Have you ever seen cars from the 1960s?

They’re built like tanks, with big, bold chrome fins and solid, unyielding steel frames that look like they could survive an artillery blast.

The cars, of course, were death traps. In the event of a collision, all the impact would get transferred to the driver. Modern cars, with built-in crumple zones, might not look as intimidating — but people actually walk away from crashes.

The Jewish community could stand to learn a lesson from the auto manufacturers. Our educational posture toward Israel is not designed to bend, or crack, or yield. In the face of growing anti-Zionist zealotry on campus, our children are taught to sing Israel’s praises to the heavens and the earth — the fear being that if there’s any give, any admission that Israel is in the wrong or that Palestinians have serious and legitimate grievances against the Israeli state (not just “their own leaders”), the whole edifice will crumble.

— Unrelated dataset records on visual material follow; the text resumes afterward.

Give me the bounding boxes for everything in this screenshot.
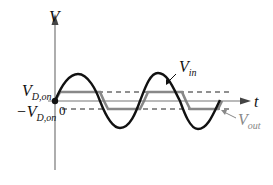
zero-label: 0 [59, 103, 66, 118]
origin-dot [52, 98, 58, 104]
t-axis-label: t [254, 93, 259, 110]
vout-label: Vout [238, 111, 261, 131]
t-axis-arrow-icon [240, 98, 251, 105]
vin-label: Vin [179, 58, 197, 78]
waveform-plot: V t VD,on −VD,on 0 Vin Vout [0, 0, 273, 185]
y-axis-label: V [49, 7, 62, 26]
neg-vdon-label: −VD,on [16, 103, 56, 123]
vdon-label: VD,on [22, 82, 52, 102]
diode-clipper-waveform-diagram: V t VD,on −VD,on 0 Vin Vout [0, 0, 273, 185]
vin-pointer [168, 74, 176, 82]
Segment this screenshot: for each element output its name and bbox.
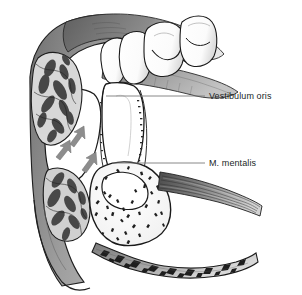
anatomical-illustration	[0, 0, 302, 295]
figure-root: Vestibulum oris M. mentalis	[0, 0, 302, 295]
tooth-crown-premolar	[144, 22, 185, 77]
label-m-mentalis: M. mentalis	[209, 158, 256, 168]
label-vestibulum-oris: Vestibulum oris	[209, 91, 272, 101]
tooth-crown-molar	[180, 16, 217, 67]
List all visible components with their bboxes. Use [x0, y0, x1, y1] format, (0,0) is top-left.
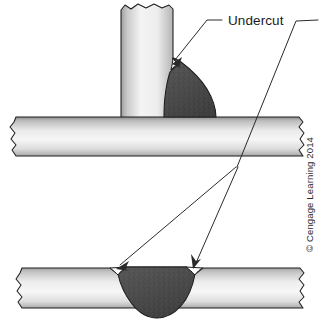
weld-defect-figure: Undercut © Cengage Learning 2014	[0, 0, 324, 330]
copyright-credit: © Cengage Learning 2014	[304, 137, 315, 252]
horizontal-plate-top	[10, 117, 304, 156]
undercut-illustration-svg: Undercut © Cengage Learning 2014	[0, 0, 324, 330]
undercut-label: Undercut	[228, 13, 284, 28]
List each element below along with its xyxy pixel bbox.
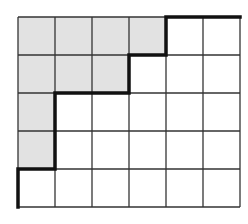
shaded-cell [18, 55, 55, 93]
shaded-cell [18, 93, 55, 131]
staircase-grid-diagram [0, 0, 248, 224]
shaded-cell [18, 17, 55, 55]
shaded-cell [55, 17, 92, 55]
shaded-cell [18, 131, 55, 169]
shaded-cell [92, 55, 129, 93]
shaded-cell [55, 55, 92, 93]
shaded-cell [92, 17, 129, 55]
shaded-cell [129, 17, 166, 55]
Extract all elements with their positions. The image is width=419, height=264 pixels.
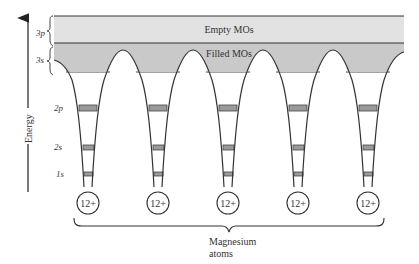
label-1s: 1s: [56, 169, 65, 179]
brace-3p: [47, 16, 53, 46]
label-2s: 2s: [54, 142, 63, 152]
energy-axis-label: Energy: [23, 114, 34, 143]
label-3s: 3s: [35, 55, 45, 65]
nucleus-charge: 12+: [150, 198, 166, 209]
label-2p: 2p: [54, 103, 64, 113]
band-diagram: Empty MOs Filled MOs Energy 3p 3s 2p 2s …: [0, 0, 419, 264]
label-3p: 3p: [35, 28, 46, 38]
nucleus-charge: 12+: [80, 198, 96, 209]
filled-mo-label: Filled MOs: [206, 48, 252, 59]
nucleus-charge: 12+: [360, 198, 376, 209]
nucleus-charge: 12+: [220, 198, 236, 209]
brace-3s: [47, 47, 53, 75]
atoms-label-line1: Magnesium: [209, 236, 256, 247]
atoms-label-line2: atoms: [209, 248, 233, 259]
nucleus-charge: 12+: [290, 198, 306, 209]
empty-mo-label: Empty MOs: [204, 24, 253, 35]
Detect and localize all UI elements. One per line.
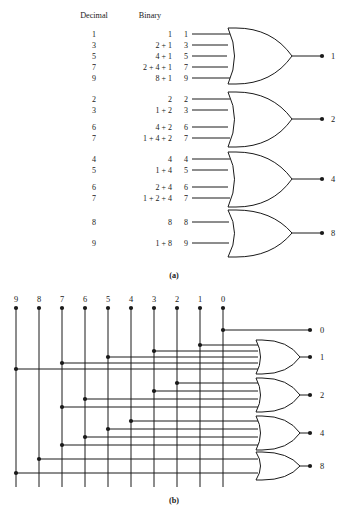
column-terminal: [152, 306, 156, 310]
junction-dot: [129, 419, 133, 423]
junction-dot: [60, 443, 64, 447]
output-terminal: [308, 464, 312, 468]
column-label: 5: [106, 295, 110, 304]
column-terminal: [106, 306, 110, 310]
output-label: 8: [320, 462, 324, 471]
output-terminal: [308, 355, 312, 359]
caption-b: (b): [169, 496, 179, 505]
column-terminal: [83, 306, 87, 310]
junction-dot: [106, 355, 110, 359]
column-label: 0: [221, 295, 225, 304]
column-label: 1: [198, 295, 202, 304]
column-label: 4: [129, 295, 134, 304]
column-label: 8: [37, 295, 41, 304]
output-terminal: [308, 328, 312, 332]
column-label: 2: [175, 295, 179, 304]
column-terminal: [221, 306, 225, 310]
column-label: 9: [14, 295, 18, 304]
junction-dot: [152, 349, 156, 353]
column-terminal: [60, 306, 64, 310]
column-terminal: [175, 306, 179, 310]
output-label: 0: [320, 326, 324, 335]
column-terminal: [14, 306, 18, 310]
part-b-diagram: 9 8 7 6 5 4 3 2 1 0 0: [0, 0, 348, 512]
column-terminal: [198, 306, 202, 310]
column-label: 7: [60, 295, 64, 304]
column-terminal: [129, 306, 133, 310]
junction-dot: [14, 367, 18, 371]
junction-dot: [106, 427, 110, 431]
output-label: 1: [320, 353, 324, 362]
column-label: 6: [83, 295, 87, 304]
column-terminal: [37, 306, 41, 310]
junction-dot: [60, 361, 64, 365]
output-label: 2: [320, 391, 324, 400]
junction-dot: [221, 328, 225, 332]
junction-dot: [83, 397, 87, 401]
junction-dot: [37, 457, 41, 461]
junction-dot: [198, 343, 202, 347]
output-label: 4: [320, 429, 325, 438]
junction-dot: [83, 435, 87, 439]
encoder-figure: Decimal Binary 1 3 5 7 9 1 2 + 1 4 + 1 2…: [0, 0, 348, 512]
junction-dot: [152, 389, 156, 393]
junction-dot: [14, 471, 18, 475]
column-label: 3: [152, 295, 156, 304]
output-terminal: [308, 393, 312, 397]
junction-dot: [60, 405, 64, 409]
junction-dot: [175, 381, 179, 385]
output-terminal: [308, 431, 312, 435]
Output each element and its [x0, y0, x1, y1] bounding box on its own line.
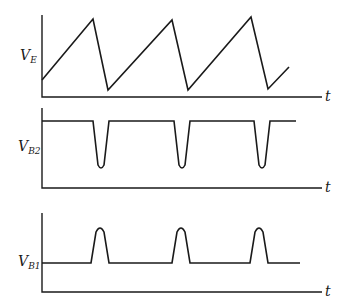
vb2-y-axis	[42, 108, 322, 188]
vb2-time-label: t	[325, 179, 331, 195]
ve-y-axis	[42, 15, 322, 97]
vb1-label: VB1	[18, 253, 40, 271]
panel-ve: VE t	[20, 15, 331, 104]
vb2-pulse-wave	[42, 121, 296, 168]
ve-label: VE	[20, 47, 37, 65]
panel-vb1: VB1 t	[18, 213, 331, 299]
vb2-label: VB2	[18, 138, 41, 156]
panel-vb2: VB2 t	[18, 108, 331, 195]
vb1-pulse-wave	[42, 228, 300, 263]
ve-time-label: t	[325, 88, 331, 104]
waveform-diagram: VE t VB2 t VB1 t	[0, 0, 350, 308]
ve-sawtooth-wave	[42, 17, 289, 90]
vb1-time-label: t	[325, 283, 331, 299]
vb1-y-axis	[42, 213, 322, 292]
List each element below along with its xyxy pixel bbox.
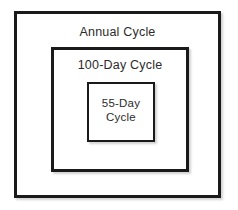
hundred-day-cycle-box: 100-Day Cycle 55-Day Cycle <box>51 47 189 172</box>
annual-cycle-label: Annual Cycle <box>17 25 218 39</box>
fifty-five-day-cycle-label: 55-Day Cycle <box>89 96 153 124</box>
hundred-day-cycle-label: 100-Day Cycle <box>54 58 186 72</box>
annual-cycle-box: Annual Cycle 100-Day Cycle 55-Day Cycle <box>14 11 221 198</box>
nested-cycle-diagram: Annual Cycle 100-Day Cycle 55-Day Cycle <box>0 0 238 210</box>
fifty-five-day-cycle-box: 55-Day Cycle <box>87 82 155 142</box>
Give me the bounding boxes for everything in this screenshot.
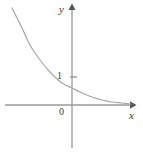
y-axis-arrow-icon xyxy=(69,4,76,11)
y-axis-label: y xyxy=(59,4,64,15)
graph-canvas xyxy=(0,0,143,155)
origin-label: 0 xyxy=(59,107,64,117)
graph-figure: y x 0 1 xyxy=(0,0,143,155)
x-axis-arrow-icon xyxy=(130,101,137,108)
x-axis-label: x xyxy=(129,110,134,121)
y-tick-label-one: 1 xyxy=(57,71,62,81)
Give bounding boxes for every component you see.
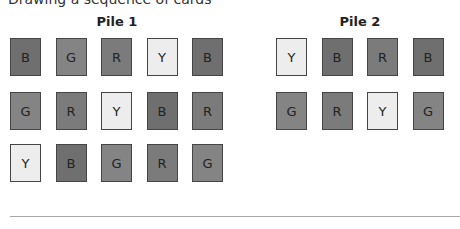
- card: B: [413, 38, 444, 76]
- card: R: [322, 92, 353, 130]
- pile-1-title: Pile 1: [97, 14, 138, 29]
- card: G: [56, 38, 87, 76]
- card: B: [10, 38, 41, 76]
- card: G: [101, 144, 132, 182]
- card: R: [101, 38, 132, 76]
- card: B: [192, 38, 223, 76]
- pile-2-title: Pile 2: [340, 14, 381, 29]
- card: R: [56, 92, 87, 130]
- card: G: [276, 92, 307, 130]
- card: Y: [101, 92, 132, 130]
- card: Y: [367, 92, 398, 130]
- card: G: [413, 92, 444, 130]
- card: R: [147, 144, 178, 182]
- card: Y: [10, 144, 41, 182]
- card: R: [192, 92, 223, 130]
- card: Y: [276, 38, 307, 76]
- card: G: [192, 144, 223, 182]
- card: B: [56, 144, 87, 182]
- card: R: [367, 38, 398, 76]
- divider-line: [10, 216, 460, 217]
- card: G: [10, 92, 41, 130]
- card: Y: [147, 38, 178, 76]
- card: B: [147, 92, 178, 130]
- cutoff-header-text: Drawing a sequence of cards: [8, 0, 212, 7]
- card: B: [322, 38, 353, 76]
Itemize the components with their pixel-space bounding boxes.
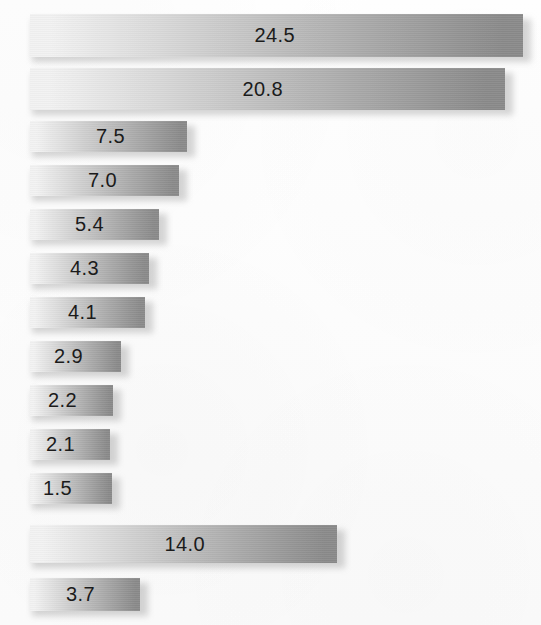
bar-value-label: 3.7 <box>25 578 95 611</box>
bar-row: 20.8 <box>0 68 541 110</box>
bar-chart-figure: 24.520.87.57.05.44.34.12.92.22.11.514.03… <box>0 0 541 625</box>
bar-value-label: 14.0 <box>135 525 205 563</box>
bar-row: 7.0 <box>0 165 541 196</box>
bar-row: 3.7 <box>0 578 541 611</box>
bar-row: 2.1 <box>0 429 541 460</box>
bar-row: 2.2 <box>0 385 541 416</box>
plot-area: 24.520.87.57.05.44.34.12.92.22.11.514.03… <box>0 0 541 625</box>
bar-row: 2.9 <box>0 341 541 372</box>
bar-value-label: 4.1 <box>27 297 97 328</box>
bar-row: 24.5 <box>0 14 541 57</box>
bar-row: 5.4 <box>0 209 541 240</box>
bar-value-label: 20.8 <box>213 68 283 110</box>
bar-value-label: 2.2 <box>7 385 77 416</box>
bar-value-label: 2.9 <box>13 341 83 372</box>
bar-row: 1.5 <box>0 473 541 504</box>
bar-value-label: 2.1 <box>5 429 75 460</box>
bar-value-label: 7.0 <box>47 165 117 196</box>
bar-value-label: 1.5 <box>2 473 72 504</box>
bar-value-label: 7.5 <box>55 121 125 152</box>
bar-value-label: 5.4 <box>34 209 104 240</box>
bar-row: 7.5 <box>0 121 541 152</box>
bar-row: 14.0 <box>0 525 541 563</box>
bar-value-label: 4.3 <box>29 253 99 284</box>
bar-row: 4.3 <box>0 253 541 284</box>
bar-row: 4.1 <box>0 297 541 328</box>
bar-value-label: 24.5 <box>225 14 295 57</box>
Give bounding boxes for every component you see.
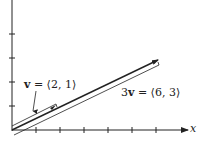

It’s understandable, in its way — those old cars really do look safer. But as a means of inculcating a lifelong attachment to Israel, it’s a death trap. Jews who learn about Israel in this way — hearing only the praise, kept in a perpetual “safe space” that no other narratives can penetrate — are left paralyzed once the walls are breached and they do, inevitably, encounter competing perspectives.

For example, this past week, IfNotNow activists set up shop at JFK airport to give departing Birthright Israel participants informational packets about the occupation and Palestinian lives — issues they claim Birthright systematically glosses over. In response to this relatively muted act of engagement, the Birthright leaders in attendance devolved into hysterics. They reportedly ordered participants to not speak to the INN contingent or accept their materials — even going so far as to physically shred pamphlets that had already been handed out.

I have a wary stance toward IfNotNow, which in my experience often prioritizes theater over substantive progress. But this action wasn’t in that mold. And even if the contents of INN’s brochures were disagreeable (or even outright wrong), if the Jewish establishment thinks that the Israel-bonding effect of a weeklong tour of Israel will be single-handedly undermined by a postcard, we’re in trouble.

Coming a few weeks after Camp Ramah sent a similarly histrionic — and gratuitously nasty — disavowal of IfNotNow (pledging that they will never “allow any anti-Israel, anti-Semitic or anti-Zionist education at Ramah”), it speaks of a Jewish community that lacks confidence in its own successors to engage in basic critical analysis. It isn’t surprising that the Birthright attendees who witnessed their leaders’ frenzied furor over a slip of paper started wondering if the entire trip would be naught but a “propaganda” tour. When one refuses to give even an inch, even a relatively mild collision with another view can cause everything to crumble.

The irony is that all this shielding and coddling is worse than ineffective. It’s outright counterproductive. Like those old cars, the treacherous appeal of this approach is that it presents as a form of security and protection. But in reality, it’s only making life far more dangerous for any unwary riders.

Our leaders think that years of thickly layering on naught but praise upon Israel will insulate young Jews from the wave of anti-Israel sentiment they’ll encounter at college. The truth is, it makes them more vulnerable. Having never encountered more than the most straw-mannish Palestinian narrative, they can’t reconcile what they were taught and what they’re now encountering. So many stop trying, or worse, lash out.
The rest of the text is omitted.